I never wrote you a love song somehow words could not express what I needed to say. and so I never wrote you a love song and now its much, much too late 'cause you've gone away
But I will build this monument to remember all the love we once had and I'll close my eyes and make it how it used to be I swear I never stopped loving you with everything I am and it hurts so much to think you stopped loving me you stopped loving me...
So I wish I'd had written you a love song and somehow you understood what it feels to be me because the Angel loves the sprite forever and does it unconditionally
But I will build this monument to remember all the love we once had and I'll close my eyes and make it how it used to be I swear I never stopped loving you with everything I am and it hurts so much to think you stopped loving me you stopped loving me...
(excerpt from La Belle Dame Sans Merci by W.B. Keats - 1819)
I met a lady in the meads, Full beautiful--a faery's child, Her hair was long, her foot was light, And her eyes were wild.
I made a garland for her head, And bracelets too, and fragrant zone; She looked at me as she did love, And made sweet moan.
I set her on my pacing steed, And nothing else saw all day long, For sidelong would she bend, and sing A faery's song.
She found me roots of relish sweet, And honey wild, and manna dew, And sure in language strange she said-- "I love thee true."
She took me to her elfin grot, And there she wept and sighed full sore, And there I shut her wild eyes With kisses four.
And there she lulled me asleep And there I dreamed--ah! woe betide! The latest dream I ever dreamed On the cold hill's side.
I saw pale kings and princes too, Pale warriors, death-pale were they all; They cried--"La Belle Dame sans Merci Hath thee in thrall!"
I saw their starved lips in the gloam, With horrid warning gaped wide, And I awoke and found me here, On the cold hill's side.
And this is why I sojourn here Alone and palely loitering, Though the sedge is withered from the lake, And no birds sing.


**Exercise goal**
Drop every picture. Return the rest of the entries exactly.

Raw data START

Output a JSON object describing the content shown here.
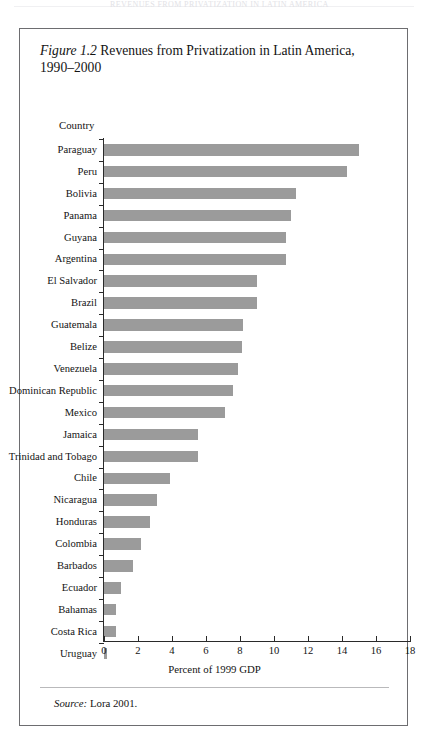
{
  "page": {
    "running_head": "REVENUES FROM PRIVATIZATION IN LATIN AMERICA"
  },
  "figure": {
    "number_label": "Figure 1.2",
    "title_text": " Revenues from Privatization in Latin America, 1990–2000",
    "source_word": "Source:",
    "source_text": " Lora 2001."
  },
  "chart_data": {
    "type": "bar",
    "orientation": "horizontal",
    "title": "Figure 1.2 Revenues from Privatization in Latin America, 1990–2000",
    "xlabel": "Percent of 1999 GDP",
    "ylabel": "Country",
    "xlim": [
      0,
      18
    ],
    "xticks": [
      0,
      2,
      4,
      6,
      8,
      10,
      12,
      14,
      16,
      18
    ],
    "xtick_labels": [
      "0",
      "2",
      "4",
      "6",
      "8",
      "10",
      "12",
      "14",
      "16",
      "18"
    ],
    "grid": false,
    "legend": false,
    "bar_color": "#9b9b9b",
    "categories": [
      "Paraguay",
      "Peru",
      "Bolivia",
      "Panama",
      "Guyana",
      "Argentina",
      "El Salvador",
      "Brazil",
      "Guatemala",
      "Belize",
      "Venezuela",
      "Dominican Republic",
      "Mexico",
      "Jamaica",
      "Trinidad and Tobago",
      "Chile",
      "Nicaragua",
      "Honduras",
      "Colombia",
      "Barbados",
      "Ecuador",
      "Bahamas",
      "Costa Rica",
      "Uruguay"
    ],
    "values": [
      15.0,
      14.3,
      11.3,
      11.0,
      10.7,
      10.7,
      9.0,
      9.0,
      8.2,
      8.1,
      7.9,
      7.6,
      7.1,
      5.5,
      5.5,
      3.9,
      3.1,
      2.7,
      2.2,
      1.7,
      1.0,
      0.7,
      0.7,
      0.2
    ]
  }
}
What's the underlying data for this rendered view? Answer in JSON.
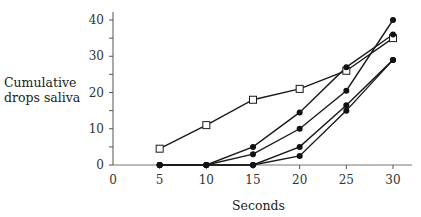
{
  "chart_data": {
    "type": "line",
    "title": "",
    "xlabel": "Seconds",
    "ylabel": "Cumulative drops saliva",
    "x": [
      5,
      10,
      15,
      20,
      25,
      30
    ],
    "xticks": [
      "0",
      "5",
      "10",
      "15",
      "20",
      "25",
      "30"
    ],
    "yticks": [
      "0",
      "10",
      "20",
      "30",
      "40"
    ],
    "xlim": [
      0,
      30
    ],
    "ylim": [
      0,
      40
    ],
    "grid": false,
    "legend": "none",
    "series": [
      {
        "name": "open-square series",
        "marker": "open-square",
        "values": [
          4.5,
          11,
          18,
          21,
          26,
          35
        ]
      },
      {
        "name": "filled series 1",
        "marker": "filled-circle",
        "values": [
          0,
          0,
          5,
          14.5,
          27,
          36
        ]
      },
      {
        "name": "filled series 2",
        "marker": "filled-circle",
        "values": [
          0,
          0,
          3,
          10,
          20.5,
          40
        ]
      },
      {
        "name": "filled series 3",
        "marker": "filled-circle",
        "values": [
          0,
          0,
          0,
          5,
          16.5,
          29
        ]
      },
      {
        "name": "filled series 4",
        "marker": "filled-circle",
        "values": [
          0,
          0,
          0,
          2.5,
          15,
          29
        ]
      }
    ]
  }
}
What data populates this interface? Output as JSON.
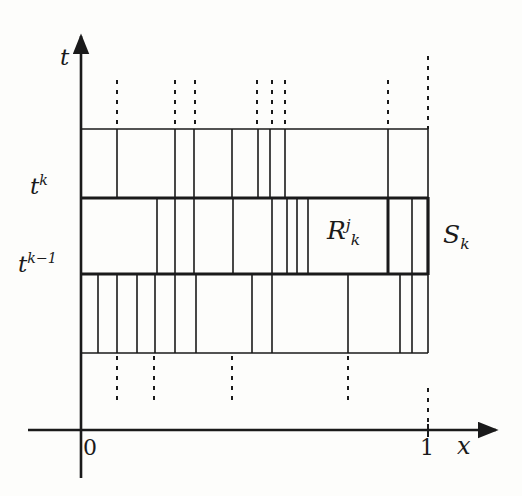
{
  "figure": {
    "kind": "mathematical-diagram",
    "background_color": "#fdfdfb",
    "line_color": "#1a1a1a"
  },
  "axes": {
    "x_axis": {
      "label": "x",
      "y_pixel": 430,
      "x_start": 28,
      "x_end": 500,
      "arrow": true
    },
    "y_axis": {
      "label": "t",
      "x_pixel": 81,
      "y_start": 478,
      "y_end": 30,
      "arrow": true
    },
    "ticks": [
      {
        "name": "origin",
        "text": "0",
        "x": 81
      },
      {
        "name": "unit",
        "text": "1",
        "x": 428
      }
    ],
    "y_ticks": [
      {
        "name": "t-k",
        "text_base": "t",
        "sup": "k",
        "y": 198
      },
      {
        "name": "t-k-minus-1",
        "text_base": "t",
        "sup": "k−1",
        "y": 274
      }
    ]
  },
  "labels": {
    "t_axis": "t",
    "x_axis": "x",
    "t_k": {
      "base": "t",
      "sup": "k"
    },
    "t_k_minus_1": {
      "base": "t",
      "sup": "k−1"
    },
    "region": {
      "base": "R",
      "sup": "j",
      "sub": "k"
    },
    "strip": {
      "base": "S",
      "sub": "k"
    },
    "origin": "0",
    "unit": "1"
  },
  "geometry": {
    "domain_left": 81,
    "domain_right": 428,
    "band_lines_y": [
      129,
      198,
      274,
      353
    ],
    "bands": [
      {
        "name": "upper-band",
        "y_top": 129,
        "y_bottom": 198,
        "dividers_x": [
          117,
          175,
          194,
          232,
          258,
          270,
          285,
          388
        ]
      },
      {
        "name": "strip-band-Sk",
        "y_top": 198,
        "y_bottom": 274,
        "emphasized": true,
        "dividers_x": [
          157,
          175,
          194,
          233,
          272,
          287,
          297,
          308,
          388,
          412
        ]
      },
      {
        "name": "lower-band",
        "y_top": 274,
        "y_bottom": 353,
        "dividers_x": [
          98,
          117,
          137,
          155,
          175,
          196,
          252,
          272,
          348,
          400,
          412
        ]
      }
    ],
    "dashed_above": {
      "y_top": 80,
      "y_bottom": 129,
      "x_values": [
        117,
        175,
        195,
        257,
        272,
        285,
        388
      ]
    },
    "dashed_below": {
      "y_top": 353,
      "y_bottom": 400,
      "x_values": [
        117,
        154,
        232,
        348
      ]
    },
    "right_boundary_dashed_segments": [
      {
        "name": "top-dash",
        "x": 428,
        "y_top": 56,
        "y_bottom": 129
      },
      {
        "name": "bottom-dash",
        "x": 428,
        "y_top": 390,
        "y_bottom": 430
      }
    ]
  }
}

Raw data END

**Solution for this exercise**
Output a JSON object describing the content shown here.
{
  "page": {
    "running_head": "REVENUES FROM PRIVATIZATION IN LATIN AMERICA"
  },
  "figure": {
    "number_label": "Figure 1.2",
    "title_text": " Revenues from Privatization in Latin America, 1990–2000",
    "source_word": "Source:",
    "source_text": " Lora 2001."
  },
  "chart_data": {
    "type": "bar",
    "orientation": "horizontal",
    "title": "Figure 1.2 Revenues from Privatization in Latin America, 1990–2000",
    "xlabel": "Percent of 1999 GDP",
    "ylabel": "Country",
    "xlim": [
      0,
      18
    ],
    "xticks": [
      0,
      2,
      4,
      6,
      8,
      10,
      12,
      14,
      16,
      18
    ],
    "xtick_labels": [
      "0",
      "2",
      "4",
      "6",
      "8",
      "10",
      "12",
      "14",
      "16",
      "18"
    ],
    "grid": false,
    "legend": false,
    "bar_color": "#9b9b9b",
    "categories": [
      "Paraguay",
      "Peru",
      "Bolivia",
      "Panama",
      "Guyana",
      "Argentina",
      "El Salvador",
      "Brazil",
      "Guatemala",
      "Belize",
      "Venezuela",
      "Dominican Republic",
      "Mexico",
      "Jamaica",
      "Trinidad and Tobago",
      "Chile",
      "Nicaragua",
      "Honduras",
      "Colombia",
      "Barbados",
      "Ecuador",
      "Bahamas",
      "Costa Rica",
      "Uruguay"
    ],
    "values": [
      15.0,
      14.3,
      11.3,
      11.0,
      10.7,
      10.7,
      9.0,
      9.0,
      8.2,
      8.1,
      7.9,
      7.6,
      7.1,
      5.5,
      5.5,
      3.9,
      3.1,
      2.7,
      2.2,
      1.7,
      1.0,
      0.7,
      0.7,
      0.2
    ]
  }
}
What's the underlying data for this rendered view? Answer in JSON.
{
  "chart_data": {
    "type": "line",
    "title": "",
    "xlabel": "Seconds",
    "ylabel": "Cumulative drops saliva",
    "x": [
      5,
      10,
      15,
      20,
      25,
      30
    ],
    "xticks": [
      "0",
      "5",
      "10",
      "15",
      "20",
      "25",
      "30"
    ],
    "yticks": [
      "0",
      "10",
      "20",
      "30",
      "40"
    ],
    "xlim": [
      0,
      30
    ],
    "ylim": [
      0,
      40
    ],
    "grid": false,
    "legend": "none",
    "series": [
      {
        "name": "open-square series",
        "marker": "open-square",
        "values": [
          4.5,
          11,
          18,
          21,
          26,
          35
        ]
      },
      {
        "name": "filled series 1",
        "marker": "filled-circle",
        "values": [
          0,
          0,
          5,
          14.5,
          27,
          36
        ]
      },
      {
        "name": "filled series 2",
        "marker": "filled-circle",
        "values": [
          0,
          0,
          3,
          10,
          20.5,
          40
        ]
      },
      {
        "name": "filled series 3",
        "marker": "filled-circle",
        "values": [
          0,
          0,
          0,
          5,
          16.5,
          29
        ]
      },
      {
        "name": "filled series 4",
        "marker": "filled-circle",
        "values": [
          0,
          0,
          0,
          2.5,
          15,
          29
        ]
      }
    ]
  }
}
What data populates this interface? Output as JSON.
{
  "figure": {
    "kind": "mathematical-diagram",
    "background_color": "#fdfdfb",
    "line_color": "#1a1a1a"
  },
  "axes": {
    "x_axis": {
      "label": "x",
      "y_pixel": 430,
      "x_start": 28,
      "x_end": 500,
      "arrow": true
    },
    "y_axis": {
      "label": "t",
      "x_pixel": 81,
      "y_start": 478,
      "y_end": 30,
      "arrow": true
    },
    "ticks": [
      {
        "name": "origin",
        "text": "0",
        "x": 81
      },
      {
        "name": "unit",
        "text": "1",
        "x": 428
      }
    ],
    "y_ticks": [
      {
        "name": "t-k",
        "text_base": "t",
        "sup": "k",
        "y": 198
      },
      {
        "name": "t-k-minus-1",
        "text_base": "t",
        "sup": "k−1",
        "y": 274
      }
    ]
  },
  "labels": {
    "t_axis": "t",
    "x_axis": "x",
    "t_k": {
      "base": "t",
      "sup": "k"
    },
    "t_k_minus_1": {
      "base": "t",
      "sup": "k−1"
    },
    "region": {
      "base": "R",
      "sup": "j",
      "sub": "k"
    },
    "strip": {
      "base": "S",
      "sub": "k"
    },
    "origin": "0",
    "unit": "1"
  },
  "geometry": {
    "domain_left": 81,
    "domain_right": 428,
    "band_lines_y": [
      129,
      198,
      274,
      353
    ],
    "bands": [
      {
        "name": "upper-band",
        "y_top": 129,
        "y_bottom": 198,
        "dividers_x": [
          117,
          175,
          194,
          232,
          258,
          270,
          285,
          388
        ]
      },
      {
        "name": "strip-band-Sk",
        "y_top": 198,
        "y_bottom": 274,
        "emphasized": true,
        "dividers_x": [
          157,
          175,
          194,
          233,
          272,
          287,
          297,
          308,
          388,
          412
        ]
      },
      {
        "name": "lower-band",
        "y_top": 274,
        "y_bottom": 353,
        "dividers_x": [
          98,
          117,
          137,
          155,
          175,
          196,
          252,
          272,
          348,
          400,
          412
        ]
      }
    ],
    "dashed_above": {
      "y_top": 80,
      "y_bottom": 129,
      "x_values": [
        117,
        175,
        195,
        257,
        272,
        285,
        388
      ]
    },
    "dashed_below": {
      "y_top": 353,
      "y_bottom": 400,
      "x_values": [
        117,
        154,
        232,
        348
      ]
    },
    "right_boundary_dashed_segments": [
      {
        "name": "top-dash",
        "x": 428,
        "y_top": 56,
        "y_bottom": 129
      },
      {
        "name": "bottom-dash",
        "x": 428,
        "y_top": 390,
        "y_bottom": 430
      }
    ]
  }
}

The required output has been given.